Music, food, auctions and community enthusiasm were all part of this year’s Friends of the Sandy Segal Youth Health Center Gala celebration which took place on Feb. 21 at the DoubleTree Hotel in Culver City.
The 25th anniversary celebration of Friends of the Sandy Segal Youth Health Center, formerly the Friends of the Culver City Youth Health Center, was also the group’s largest fundraiser of the year.
“The fundraiser started a couple of years after the center started and Sandy Segal, who the center is named after, talked to some of her friends and shared that we have a lot of poor students who might get a prescription for an antibiotic and they cant pay for it,” Dr. Sarah Carpenter said. “The entire community has pitched in all these years. You hear about the Friends but we have raised the money from the community itself. Sony has donated money; Kaiser has donated money, Bunnin Chevrolet and U.S. Bank are now our sponsors. Individuals in the community will come and donate so it is really a community effort.”
Honored at the event where for their efforts in support of the city’s children and families were Culver City Unified School District Superintendent David LaRose and long-time Culver City residents Michael and Judy Bauer.
“The health center and the services that they provide, as far as I am concerned and I believe this strongly, are vital to the students,” Michael Bauer said. “It is critical that we have it (SSYHC); if people don’t have insurance, this is a place where people can go that is easier to deal with and they have it on campus.”
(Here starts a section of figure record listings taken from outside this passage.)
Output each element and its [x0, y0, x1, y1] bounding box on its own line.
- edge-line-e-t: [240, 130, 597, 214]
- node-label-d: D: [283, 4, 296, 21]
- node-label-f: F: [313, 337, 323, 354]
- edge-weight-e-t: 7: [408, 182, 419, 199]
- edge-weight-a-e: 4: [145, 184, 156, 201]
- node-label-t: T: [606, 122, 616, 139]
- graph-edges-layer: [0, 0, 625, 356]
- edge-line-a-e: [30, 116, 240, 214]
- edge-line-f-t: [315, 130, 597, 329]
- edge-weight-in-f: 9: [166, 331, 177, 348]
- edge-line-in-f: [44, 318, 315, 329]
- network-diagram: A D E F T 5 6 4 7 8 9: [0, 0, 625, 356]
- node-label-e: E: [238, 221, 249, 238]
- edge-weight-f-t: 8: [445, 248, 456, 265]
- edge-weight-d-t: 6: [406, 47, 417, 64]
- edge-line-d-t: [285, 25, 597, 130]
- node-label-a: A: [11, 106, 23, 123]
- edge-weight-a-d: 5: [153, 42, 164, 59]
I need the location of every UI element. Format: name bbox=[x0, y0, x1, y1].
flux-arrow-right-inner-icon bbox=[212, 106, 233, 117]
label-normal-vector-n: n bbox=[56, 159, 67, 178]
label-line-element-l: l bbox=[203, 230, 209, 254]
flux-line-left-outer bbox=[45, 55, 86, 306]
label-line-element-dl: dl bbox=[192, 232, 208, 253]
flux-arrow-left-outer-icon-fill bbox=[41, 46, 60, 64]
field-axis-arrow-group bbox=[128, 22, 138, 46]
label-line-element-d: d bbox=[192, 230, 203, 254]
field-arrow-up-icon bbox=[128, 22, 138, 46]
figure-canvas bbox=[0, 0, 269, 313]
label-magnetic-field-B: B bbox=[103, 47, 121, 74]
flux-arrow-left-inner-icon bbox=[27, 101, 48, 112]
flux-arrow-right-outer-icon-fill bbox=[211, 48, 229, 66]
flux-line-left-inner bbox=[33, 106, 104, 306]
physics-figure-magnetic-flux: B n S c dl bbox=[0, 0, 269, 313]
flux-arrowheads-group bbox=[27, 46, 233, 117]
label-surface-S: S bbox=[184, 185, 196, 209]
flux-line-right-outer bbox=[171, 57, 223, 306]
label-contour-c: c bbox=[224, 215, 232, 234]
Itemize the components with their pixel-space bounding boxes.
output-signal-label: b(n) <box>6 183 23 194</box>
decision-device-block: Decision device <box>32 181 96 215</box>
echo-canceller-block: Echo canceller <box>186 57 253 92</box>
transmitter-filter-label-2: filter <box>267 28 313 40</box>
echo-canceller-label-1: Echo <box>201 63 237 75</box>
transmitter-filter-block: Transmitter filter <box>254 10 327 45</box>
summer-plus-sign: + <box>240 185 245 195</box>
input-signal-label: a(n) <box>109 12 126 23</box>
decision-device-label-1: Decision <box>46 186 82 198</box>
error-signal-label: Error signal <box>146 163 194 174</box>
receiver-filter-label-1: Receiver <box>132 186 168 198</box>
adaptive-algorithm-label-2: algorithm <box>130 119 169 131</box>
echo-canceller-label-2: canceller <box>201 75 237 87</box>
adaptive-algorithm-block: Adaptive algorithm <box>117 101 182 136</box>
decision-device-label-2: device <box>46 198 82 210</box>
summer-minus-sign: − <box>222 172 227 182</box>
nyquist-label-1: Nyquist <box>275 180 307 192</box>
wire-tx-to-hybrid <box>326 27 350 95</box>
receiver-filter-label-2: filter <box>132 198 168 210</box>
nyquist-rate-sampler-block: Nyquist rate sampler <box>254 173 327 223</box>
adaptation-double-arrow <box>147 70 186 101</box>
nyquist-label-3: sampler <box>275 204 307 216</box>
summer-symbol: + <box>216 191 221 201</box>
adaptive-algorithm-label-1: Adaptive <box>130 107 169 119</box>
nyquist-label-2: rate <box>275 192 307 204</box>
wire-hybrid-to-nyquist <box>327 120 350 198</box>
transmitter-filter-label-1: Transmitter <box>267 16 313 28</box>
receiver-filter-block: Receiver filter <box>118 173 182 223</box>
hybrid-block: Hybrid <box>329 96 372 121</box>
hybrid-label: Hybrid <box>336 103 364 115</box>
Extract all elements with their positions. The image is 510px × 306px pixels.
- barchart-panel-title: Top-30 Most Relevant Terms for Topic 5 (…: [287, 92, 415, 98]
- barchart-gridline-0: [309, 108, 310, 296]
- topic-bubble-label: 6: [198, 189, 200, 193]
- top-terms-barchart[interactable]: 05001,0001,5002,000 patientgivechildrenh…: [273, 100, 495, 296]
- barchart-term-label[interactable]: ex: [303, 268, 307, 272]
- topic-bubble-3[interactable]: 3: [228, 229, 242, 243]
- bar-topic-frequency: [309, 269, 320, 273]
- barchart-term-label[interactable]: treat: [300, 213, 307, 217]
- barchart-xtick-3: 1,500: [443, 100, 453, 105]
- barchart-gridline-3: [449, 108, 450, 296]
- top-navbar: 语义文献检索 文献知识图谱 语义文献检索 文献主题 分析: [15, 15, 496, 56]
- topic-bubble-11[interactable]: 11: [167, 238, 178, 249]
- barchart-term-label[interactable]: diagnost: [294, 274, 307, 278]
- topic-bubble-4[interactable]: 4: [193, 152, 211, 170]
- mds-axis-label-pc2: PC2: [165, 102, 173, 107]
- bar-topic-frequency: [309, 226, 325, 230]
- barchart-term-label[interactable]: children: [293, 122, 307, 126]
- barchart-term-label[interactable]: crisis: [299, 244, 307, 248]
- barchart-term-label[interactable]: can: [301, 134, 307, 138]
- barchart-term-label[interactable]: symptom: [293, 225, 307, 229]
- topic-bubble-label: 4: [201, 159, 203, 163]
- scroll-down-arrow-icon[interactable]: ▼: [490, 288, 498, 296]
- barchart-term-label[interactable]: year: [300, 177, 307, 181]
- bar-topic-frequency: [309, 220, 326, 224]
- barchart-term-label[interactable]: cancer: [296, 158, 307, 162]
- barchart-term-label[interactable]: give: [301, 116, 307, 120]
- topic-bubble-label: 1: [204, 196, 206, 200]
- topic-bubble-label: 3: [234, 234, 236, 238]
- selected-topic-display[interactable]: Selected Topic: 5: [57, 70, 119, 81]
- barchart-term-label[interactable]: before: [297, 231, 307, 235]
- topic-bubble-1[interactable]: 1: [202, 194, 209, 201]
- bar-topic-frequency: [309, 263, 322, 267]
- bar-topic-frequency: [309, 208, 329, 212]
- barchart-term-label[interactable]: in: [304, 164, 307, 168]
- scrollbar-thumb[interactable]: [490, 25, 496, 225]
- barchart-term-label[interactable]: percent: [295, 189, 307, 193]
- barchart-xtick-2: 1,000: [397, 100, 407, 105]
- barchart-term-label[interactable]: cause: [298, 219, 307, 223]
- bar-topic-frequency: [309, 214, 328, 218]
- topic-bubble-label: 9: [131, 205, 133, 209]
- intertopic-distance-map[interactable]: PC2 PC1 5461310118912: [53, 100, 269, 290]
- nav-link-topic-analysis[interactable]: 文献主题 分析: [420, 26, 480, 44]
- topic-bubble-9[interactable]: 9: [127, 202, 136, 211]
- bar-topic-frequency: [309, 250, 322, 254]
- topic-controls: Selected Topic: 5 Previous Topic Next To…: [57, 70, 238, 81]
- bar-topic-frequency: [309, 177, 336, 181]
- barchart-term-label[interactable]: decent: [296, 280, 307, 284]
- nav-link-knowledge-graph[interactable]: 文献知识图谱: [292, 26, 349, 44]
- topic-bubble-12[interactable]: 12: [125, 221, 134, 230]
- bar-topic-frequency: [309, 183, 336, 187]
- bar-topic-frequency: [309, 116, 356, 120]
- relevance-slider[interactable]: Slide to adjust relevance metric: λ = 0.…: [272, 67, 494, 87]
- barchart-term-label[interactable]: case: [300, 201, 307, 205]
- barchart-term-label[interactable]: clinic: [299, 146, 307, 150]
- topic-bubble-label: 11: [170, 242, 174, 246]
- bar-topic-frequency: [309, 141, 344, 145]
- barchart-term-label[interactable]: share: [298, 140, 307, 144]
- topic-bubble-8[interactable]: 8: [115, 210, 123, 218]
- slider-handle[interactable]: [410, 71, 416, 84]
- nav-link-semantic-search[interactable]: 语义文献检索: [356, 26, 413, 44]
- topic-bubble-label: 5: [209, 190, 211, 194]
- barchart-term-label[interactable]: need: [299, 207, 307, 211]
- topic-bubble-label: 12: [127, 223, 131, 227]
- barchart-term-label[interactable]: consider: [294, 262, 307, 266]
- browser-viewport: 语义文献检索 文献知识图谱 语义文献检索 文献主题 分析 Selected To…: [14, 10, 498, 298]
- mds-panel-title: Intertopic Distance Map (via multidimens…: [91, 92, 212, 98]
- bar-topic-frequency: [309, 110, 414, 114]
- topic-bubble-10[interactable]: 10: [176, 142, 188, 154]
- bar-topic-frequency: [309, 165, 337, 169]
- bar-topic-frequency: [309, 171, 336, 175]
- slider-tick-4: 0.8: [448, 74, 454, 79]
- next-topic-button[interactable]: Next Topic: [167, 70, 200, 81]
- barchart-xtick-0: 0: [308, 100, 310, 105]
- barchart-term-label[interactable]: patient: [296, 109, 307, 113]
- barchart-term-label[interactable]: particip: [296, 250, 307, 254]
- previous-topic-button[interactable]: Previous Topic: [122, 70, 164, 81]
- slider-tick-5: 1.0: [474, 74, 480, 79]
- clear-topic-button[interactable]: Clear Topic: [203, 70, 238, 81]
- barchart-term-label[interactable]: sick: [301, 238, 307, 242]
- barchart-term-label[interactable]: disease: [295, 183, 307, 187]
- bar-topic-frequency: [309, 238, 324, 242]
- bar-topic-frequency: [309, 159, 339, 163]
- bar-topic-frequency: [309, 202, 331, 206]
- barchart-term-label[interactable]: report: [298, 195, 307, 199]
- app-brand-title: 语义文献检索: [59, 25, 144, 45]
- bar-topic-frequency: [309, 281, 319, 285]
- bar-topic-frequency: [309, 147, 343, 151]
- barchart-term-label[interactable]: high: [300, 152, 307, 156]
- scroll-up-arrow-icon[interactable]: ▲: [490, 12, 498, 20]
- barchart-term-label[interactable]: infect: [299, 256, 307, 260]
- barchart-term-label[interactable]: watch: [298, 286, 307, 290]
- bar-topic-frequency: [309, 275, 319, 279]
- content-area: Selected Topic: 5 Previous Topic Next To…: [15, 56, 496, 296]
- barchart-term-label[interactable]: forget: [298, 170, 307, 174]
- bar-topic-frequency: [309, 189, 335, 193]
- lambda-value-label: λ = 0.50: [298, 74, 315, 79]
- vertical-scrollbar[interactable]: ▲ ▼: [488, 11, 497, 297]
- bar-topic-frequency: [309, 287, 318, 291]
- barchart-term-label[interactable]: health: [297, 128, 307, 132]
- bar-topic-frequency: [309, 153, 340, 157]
The Bauer family has been dedicated to the Culver City Community for years and include efforts such as Michael’s service on many boards and committees, contributing his time and expertise to resolving community issues. Judy’s work as a founder of the Culver City Education Foundation is one example of her dedication the city’s children and their well-being. The couple’s hard work includes years of dedicated support of the Health Center, which has helped to ensure the continuation of services for the hundreds of students.
“We were very involved with the initial opening and it was on a very small scale but we really pushed to have this medical facility on campus for all the kids,” Judy Bauer said. “It stared small and now it is grown and it’s wonderful. We went there not too long ago and it is wonderful: they have all these different types of services that the kids might need, from middle to high school kids as well. From vaccinations to mental health services; it has just been terrific.”
LaRose, who has been a strong advocate of educating the “whole child” by assuring that each student is healthy, safe, engaged, challenged and supported, believes that the SSYHC can continue to expand.
“I think part of the evolution is dependent on a partnership. Sometimes you can identify a program, a partner or a service and that can remain stagnant when the needs and times become different and so long you don’t change with those needs, you will have a gap,” LaRose said. “The partnership that we have with the Friends, with Venice Family Health, allows us to meet on a regular basis. We have a health advisory committee so we are constantly looking at what are our current needs, what are our current strengths, where are our gaps and do we need new partners to expand services.”
The Sandy Segal Youth Health Center serves as the fundraising arm of the Health Center, which provides free mental and physical health care to Culver City students and which located between the middle school and high school. The Health Center is operated by the Venice Family Clinic and provides free, quality health care for Culver City students.